A wolf in Sheep's clothing

I was going to write a little more specifically about a follow up to the industrial agriculture post I put up last time and I will but, I also want to focus on and tie it into our general economic tradition in this country. That of capitalism and commodification and marketisation and GDP and all things like this that oppose an organisation of society founded on broad spectrum people based development. Some of this will follow in later posts - I try not to write posts that are too long so some things will have to wait.

I’ll start with something that has been burning away in me for a while now really. The current Labour party and the inequalities they seem desperate to develop. Quite how they have the audacity to call themselves a Labour party, I do not know. The labour movement was founded on the principles of trade unionism, votes and rights for people, a centre left, socialist movement. I understand that in their early years they sought to re-nationalise some of the major industries and place back into “common ownership” the “means of production”. From this, I take, that it sought to ensure that ALL people, regardless of their social standing, had an opportunity to enter the workforce and provide a voice for everyone in society. The labour party’s own page along with a wiki entry has some information on this if you’re interested.

So, now, today, we find that they have, in their current incarnation sought to remove benefits from some of the poorest in society and are saying, in this Guardian article that red tape and regulation are a “boot on the neck of business” and they’re seeking further deregulation and more risk to enable economic growth. Their own impact assessment notes that the benefit cuts will push a further 250,000 people and 50,000 children into poverty. At a time when, according to the respected Joseph Rowntree Foundation, 14.3 million people (more than 1 in 5) and 4.3 million of them children, are living in poverty in the UK. I seem to remember that deregulation was exactly what got us to the last financial crash in 2008 and as far as I can tell, pretty much every economic melt down that has happened before or since. Because they have removed regulation and allowed betting, hedging and all other forms of gambling on and with people’s hard earned, hard saved cash. These crashes though mainly seem to penalise those who did not cause them. The wealthy benefit hugely. Anyone who has seen the film The Big Short, will know what I mean. Similarly in the case of the recent Brexit deal when the former MP Jacog Rees-Mogg made several million pounds by essentially betting against the fortunes of the UK economy as an outcome of the process, the rich benefit. Not the rest of us. The Big Short may, in part, be a work of fiction (based on fact) but so too is the guise under which the population are told that our GDP based economics, work and that the growth this will deliver, will help them to achieve more and to be more. It simply isn’t. 4.3 million starving UK children and the exponential growth in foodbanks will tell you that. Deregulation is not in our interests. The market cannot decide what’s best when people’s greed and corruption lie at its heart.

Recently the UNITE union suspended the membership of one of the Labour MP’s because labour were not “defending working people”. This all says to me that the Labour party as we knew it, is dead. The hapless Keir Starmer is leading a party that does not know what it stands for other than energising and feeding the economy. Again, the economy is not a thing to be nurtured, fed, valued. People are. This element for me highlights the tradition in the west of economics. Money. Growth. Anything, often including war, to secure more. More assets. More Cash. More growth. More minerals. More oil. Just, more. Whatever it is, we must have more of it. Capitalism I think though, has, like this incarnation of the labour party, run its course. As Sir Das Gupta states in his 2021 report on the Economics of Biodiversity “The contemporary practice of using gross domestic product (GDP) to judge economic performance is based on a faulty application of economics”. And this is from a leading economist, commissioned by the UK government. He goes on to say, in the final line of the report “The fault is not in economics; it lies in the way we have chosen to practise it”. Although a report based primarily around biodiversity and Payments for Ecosystem Services (PES), this statement rings true for how governments co-ordinate and manage our economies. People and planet are forgotten in order to stoke the fires of economic growth - leaving the planet quite literally burning. Poverty is a political choice. Cutting benefits instead of reforming taxation is a political choice. Homelessness - as we saw during Covid when it was almost ended overnight - is a political choice. This government is choosing the same, faulty path. They do not seek to benefit people.

Any nation, let alone the 5th or 6th wealthiest (by the measure of GDP that is) that has one fifth of its population living in poverty, and continues with the same economic policies that brought it to that point, is negligent and frankly criminal. The current governing body are now indeed a labour party, one focused on extracting as much labour from the population as possible in the hope of achieving some economic hegemony that delivers a nirvana, an orgy of financial power and accumulation that somehow transforms mere mortals into ethereal, untouchable capital, like a digital currency based deity. This isn’t in the interests of the general public. How can it be when so many of them have so very little? This view for them is out of sight. Labour has lost all perspective of the people it is supposed to serve and has mutated into a second, perhaps more menacing branch of the conservative movement. More menacing because people believe it is going to deliver something different - a wolf in sheep's clothing.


◆ **What you are asked to do**:
Extract every record, keeping each one exactly as it is.
-------
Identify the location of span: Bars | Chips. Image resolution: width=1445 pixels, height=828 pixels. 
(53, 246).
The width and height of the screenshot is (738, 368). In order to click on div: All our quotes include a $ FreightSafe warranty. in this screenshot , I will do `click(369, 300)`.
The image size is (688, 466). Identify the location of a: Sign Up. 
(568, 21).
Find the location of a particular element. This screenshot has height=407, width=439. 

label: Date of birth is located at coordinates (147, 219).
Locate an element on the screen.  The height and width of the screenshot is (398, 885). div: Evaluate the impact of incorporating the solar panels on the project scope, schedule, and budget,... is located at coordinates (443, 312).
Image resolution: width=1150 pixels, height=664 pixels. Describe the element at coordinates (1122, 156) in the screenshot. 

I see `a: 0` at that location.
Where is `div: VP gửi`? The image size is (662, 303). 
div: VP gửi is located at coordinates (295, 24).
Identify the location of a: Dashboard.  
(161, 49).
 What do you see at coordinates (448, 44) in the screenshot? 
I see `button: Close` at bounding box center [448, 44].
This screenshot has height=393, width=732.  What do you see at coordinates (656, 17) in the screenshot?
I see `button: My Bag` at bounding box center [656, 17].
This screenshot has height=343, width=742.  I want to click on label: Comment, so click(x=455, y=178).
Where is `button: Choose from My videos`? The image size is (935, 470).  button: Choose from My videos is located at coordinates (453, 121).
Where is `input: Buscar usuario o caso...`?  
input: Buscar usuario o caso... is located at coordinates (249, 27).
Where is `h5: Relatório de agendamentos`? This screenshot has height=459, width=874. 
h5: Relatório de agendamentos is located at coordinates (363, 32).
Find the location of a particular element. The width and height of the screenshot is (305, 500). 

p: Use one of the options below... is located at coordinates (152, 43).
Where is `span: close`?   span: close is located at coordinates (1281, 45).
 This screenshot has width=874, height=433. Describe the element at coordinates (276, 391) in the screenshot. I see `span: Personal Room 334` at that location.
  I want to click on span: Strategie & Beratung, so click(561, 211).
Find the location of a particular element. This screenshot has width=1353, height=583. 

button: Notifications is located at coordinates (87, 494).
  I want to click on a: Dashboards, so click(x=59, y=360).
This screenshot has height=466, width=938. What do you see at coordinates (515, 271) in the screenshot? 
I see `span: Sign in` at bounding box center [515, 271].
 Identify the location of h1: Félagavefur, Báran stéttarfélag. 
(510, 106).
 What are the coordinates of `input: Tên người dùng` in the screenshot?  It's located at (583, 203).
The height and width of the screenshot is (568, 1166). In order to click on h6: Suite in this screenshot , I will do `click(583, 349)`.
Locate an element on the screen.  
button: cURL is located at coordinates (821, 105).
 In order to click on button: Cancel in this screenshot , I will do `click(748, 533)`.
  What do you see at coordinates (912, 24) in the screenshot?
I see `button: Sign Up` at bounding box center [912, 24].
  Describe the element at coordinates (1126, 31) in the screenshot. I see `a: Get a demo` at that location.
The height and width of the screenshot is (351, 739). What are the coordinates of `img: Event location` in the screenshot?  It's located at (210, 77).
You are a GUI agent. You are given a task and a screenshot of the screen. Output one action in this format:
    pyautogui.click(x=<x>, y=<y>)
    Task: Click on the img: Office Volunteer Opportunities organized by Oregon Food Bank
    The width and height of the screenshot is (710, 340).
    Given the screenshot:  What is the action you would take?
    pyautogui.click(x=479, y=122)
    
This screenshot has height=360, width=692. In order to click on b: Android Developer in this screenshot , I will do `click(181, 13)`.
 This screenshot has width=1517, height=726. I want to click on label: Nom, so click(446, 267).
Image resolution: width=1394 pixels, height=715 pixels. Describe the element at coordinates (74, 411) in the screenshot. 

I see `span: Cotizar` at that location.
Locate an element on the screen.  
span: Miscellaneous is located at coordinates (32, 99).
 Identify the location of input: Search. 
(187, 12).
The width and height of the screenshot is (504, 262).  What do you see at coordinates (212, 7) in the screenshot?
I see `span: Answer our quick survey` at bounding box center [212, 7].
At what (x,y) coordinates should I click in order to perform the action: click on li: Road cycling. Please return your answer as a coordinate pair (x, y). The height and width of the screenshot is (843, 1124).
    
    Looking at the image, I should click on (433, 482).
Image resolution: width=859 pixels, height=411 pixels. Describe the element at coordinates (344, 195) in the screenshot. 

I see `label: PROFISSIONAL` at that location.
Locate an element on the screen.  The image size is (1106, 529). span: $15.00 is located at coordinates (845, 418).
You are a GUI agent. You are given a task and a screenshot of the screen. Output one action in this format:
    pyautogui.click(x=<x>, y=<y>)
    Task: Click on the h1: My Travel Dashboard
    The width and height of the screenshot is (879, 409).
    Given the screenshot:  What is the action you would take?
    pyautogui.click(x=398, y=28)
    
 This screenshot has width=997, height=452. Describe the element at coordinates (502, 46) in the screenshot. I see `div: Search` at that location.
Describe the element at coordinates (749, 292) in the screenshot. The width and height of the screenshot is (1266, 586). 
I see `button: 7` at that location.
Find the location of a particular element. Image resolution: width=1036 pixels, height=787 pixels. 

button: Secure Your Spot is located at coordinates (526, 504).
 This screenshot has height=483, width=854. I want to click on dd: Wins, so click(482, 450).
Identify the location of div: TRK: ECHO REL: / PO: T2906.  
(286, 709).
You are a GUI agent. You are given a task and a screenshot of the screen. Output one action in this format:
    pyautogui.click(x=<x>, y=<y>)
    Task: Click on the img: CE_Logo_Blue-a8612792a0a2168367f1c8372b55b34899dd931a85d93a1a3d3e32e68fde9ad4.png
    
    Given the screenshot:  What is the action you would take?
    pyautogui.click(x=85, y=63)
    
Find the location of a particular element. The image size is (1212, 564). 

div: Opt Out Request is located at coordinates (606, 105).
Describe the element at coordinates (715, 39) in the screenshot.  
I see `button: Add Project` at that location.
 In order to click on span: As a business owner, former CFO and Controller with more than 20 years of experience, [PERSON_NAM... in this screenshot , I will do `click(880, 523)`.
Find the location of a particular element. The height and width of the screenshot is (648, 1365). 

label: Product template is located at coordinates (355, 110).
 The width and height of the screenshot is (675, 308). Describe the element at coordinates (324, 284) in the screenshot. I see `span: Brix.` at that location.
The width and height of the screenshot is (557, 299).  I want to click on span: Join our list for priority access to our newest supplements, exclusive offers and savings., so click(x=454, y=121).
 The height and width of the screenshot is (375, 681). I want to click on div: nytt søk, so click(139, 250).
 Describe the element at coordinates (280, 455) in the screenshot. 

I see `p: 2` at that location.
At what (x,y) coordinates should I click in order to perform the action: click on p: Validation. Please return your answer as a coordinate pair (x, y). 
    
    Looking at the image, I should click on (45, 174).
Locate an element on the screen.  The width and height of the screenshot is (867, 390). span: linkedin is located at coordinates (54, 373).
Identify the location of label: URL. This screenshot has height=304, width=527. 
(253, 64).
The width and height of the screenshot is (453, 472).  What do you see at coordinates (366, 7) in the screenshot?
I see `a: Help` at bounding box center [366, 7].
-------
◆ **Expected output**:
Identify the location of span: Bars | Chips. Image resolution: width=1445 pixels, height=828 pixels. 
(53, 246).
The width and height of the screenshot is (738, 368). In order to click on div: All our quotes include a $ FreightSafe warranty. in this screenshot , I will do `click(369, 300)`.
The image size is (688, 466). Identify the location of a: Sign Up. 
(568, 21).
Find the location of a particular element. This screenshot has height=407, width=439. 

label: Date of birth is located at coordinates (147, 219).
Locate an element on the screen.  The height and width of the screenshot is (398, 885). div: Evaluate the impact of incorporating the solar panels on the project scope, schedule, and budget,... is located at coordinates (443, 312).
Image resolution: width=1150 pixels, height=664 pixels. Describe the element at coordinates (1122, 156) in the screenshot. 

I see `a: 0` at that location.
Where is `div: VP gửi`? The image size is (662, 303). 
div: VP gửi is located at coordinates (295, 24).
Identify the location of a: Dashboard.  
(161, 49).
 What do you see at coordinates (448, 44) in the screenshot? 
I see `button: Close` at bounding box center [448, 44].
This screenshot has height=393, width=732.  What do you see at coordinates (656, 17) in the screenshot?
I see `button: My Bag` at bounding box center [656, 17].
This screenshot has height=343, width=742.  I want to click on label: Comment, so click(x=455, y=178).
Where is `button: Choose from My videos`? The image size is (935, 470).  button: Choose from My videos is located at coordinates (453, 121).
Where is `input: Buscar usuario o caso...`?  
input: Buscar usuario o caso... is located at coordinates (249, 27).
Where is `h5: Relatório de agendamentos`? This screenshot has height=459, width=874. 
h5: Relatório de agendamentos is located at coordinates (363, 32).
Find the location of a particular element. The width and height of the screenshot is (305, 500). 

p: Use one of the options below... is located at coordinates (152, 43).
Where is `span: close`?   span: close is located at coordinates (1281, 45).
 This screenshot has width=874, height=433. Describe the element at coordinates (276, 391) in the screenshot. I see `span: Personal Room 334` at that location.
  I want to click on span: Strategie & Beratung, so click(561, 211).
Find the location of a particular element. This screenshot has width=1353, height=583. 

button: Notifications is located at coordinates (87, 494).
  I want to click on a: Dashboards, so click(x=59, y=360).
This screenshot has height=466, width=938. What do you see at coordinates (515, 271) in the screenshot? 
I see `span: Sign in` at bounding box center [515, 271].
 Identify the location of h1: Félagavefur, Báran stéttarfélag. 
(510, 106).
 What are the coordinates of `input: Tên người dùng` in the screenshot?  It's located at (583, 203).
The height and width of the screenshot is (568, 1166). In order to click on h6: Suite in this screenshot , I will do `click(583, 349)`.
Locate an element on the screen.  
button: cURL is located at coordinates (821, 105).
 In order to click on button: Cancel in this screenshot , I will do `click(748, 533)`.
  What do you see at coordinates (912, 24) in the screenshot?
I see `button: Sign Up` at bounding box center [912, 24].
  Describe the element at coordinates (1126, 31) in the screenshot. I see `a: Get a demo` at that location.
The height and width of the screenshot is (351, 739). What are the coordinates of `img: Event location` in the screenshot?  It's located at (210, 77).
You are a GUI agent. You are given a task and a screenshot of the screen. Output one action in this format:
    pyautogui.click(x=<x>, y=<y>)
    Task: Click on the img: Office Volunteer Opportunities organized by Oregon Food Bank
    The width and height of the screenshot is (710, 340).
    Given the screenshot:  What is the action you would take?
    pyautogui.click(x=479, y=122)
    
This screenshot has height=360, width=692. In order to click on b: Android Developer in this screenshot , I will do `click(181, 13)`.
 This screenshot has width=1517, height=726. I want to click on label: Nom, so click(446, 267).
Image resolution: width=1394 pixels, height=715 pixels. Describe the element at coordinates (74, 411) in the screenshot. 

I see `span: Cotizar` at that location.
Locate an element on the screen.  
span: Miscellaneous is located at coordinates (32, 99).
 Identify the location of input: Search. 
(187, 12).
The width and height of the screenshot is (504, 262).  What do you see at coordinates (212, 7) in the screenshot?
I see `span: Answer our quick survey` at bounding box center [212, 7].
At what (x,y) coordinates should I click in order to perform the action: click on li: Road cycling. Please return your answer as a coordinate pair (x, y). The height and width of the screenshot is (843, 1124).
    
    Looking at the image, I should click on (433, 482).
Image resolution: width=859 pixels, height=411 pixels. Describe the element at coordinates (344, 195) in the screenshot. 

I see `label: PROFISSIONAL` at that location.
Locate an element on the screen.  The image size is (1106, 529). span: $15.00 is located at coordinates (845, 418).
You are a GUI agent. You are given a task and a screenshot of the screen. Output one action in this format:
    pyautogui.click(x=<x>, y=<y>)
    Task: Click on the h1: My Travel Dashboard
    The width and height of the screenshot is (879, 409).
    Given the screenshot:  What is the action you would take?
    pyautogui.click(x=398, y=28)
    
 This screenshot has width=997, height=452. Describe the element at coordinates (502, 46) in the screenshot. I see `div: Search` at that location.
Describe the element at coordinates (749, 292) in the screenshot. The width and height of the screenshot is (1266, 586). 
I see `button: 7` at that location.
Find the location of a particular element. Image resolution: width=1036 pixels, height=787 pixels. 

button: Secure Your Spot is located at coordinates (526, 504).
 This screenshot has height=483, width=854. I want to click on dd: Wins, so click(482, 450).
Identify the location of div: TRK: ECHO REL: / PO: T2906.  
(286, 709).
You are a GUI agent. You are given a task and a screenshot of the screen. Output one action in this format:
    pyautogui.click(x=<x>, y=<y>)
    Task: Click on the img: CE_Logo_Blue-a8612792a0a2168367f1c8372b55b34899dd931a85d93a1a3d3e32e68fde9ad4.png
    
    Given the screenshot:  What is the action you would take?
    pyautogui.click(x=85, y=63)
    
Find the location of a particular element. The image size is (1212, 564). 

div: Opt Out Request is located at coordinates (606, 105).
Describe the element at coordinates (715, 39) in the screenshot.  
I see `button: Add Project` at that location.
 In order to click on span: As a business owner, former CFO and Controller with more than 20 years of experience, [PERSON_NAM... in this screenshot , I will do `click(880, 523)`.
Find the location of a particular element. The height and width of the screenshot is (648, 1365). 

label: Product template is located at coordinates (355, 110).
 The width and height of the screenshot is (675, 308). Describe the element at coordinates (324, 284) in the screenshot. I see `span: Brix.` at that location.
The width and height of the screenshot is (557, 299).  I want to click on span: Join our list for priority access to our newest supplements, exclusive offers and savings., so click(x=454, y=121).
 The height and width of the screenshot is (375, 681). I want to click on div: nytt søk, so click(139, 250).
 Describe the element at coordinates (280, 455) in the screenshot. 

I see `p: 2` at that location.
At what (x,y) coordinates should I click in order to perform the action: click on p: Validation. Please return your answer as a coordinate pair (x, y). 
    
    Looking at the image, I should click on (45, 174).
Locate an element on the screen.  The width and height of the screenshot is (867, 390). span: linkedin is located at coordinates (54, 373).
Identify the location of label: URL. This screenshot has height=304, width=527. 
(253, 64).
The width and height of the screenshot is (453, 472).  What do you see at coordinates (366, 7) in the screenshot?
I see `a: Help` at bounding box center [366, 7].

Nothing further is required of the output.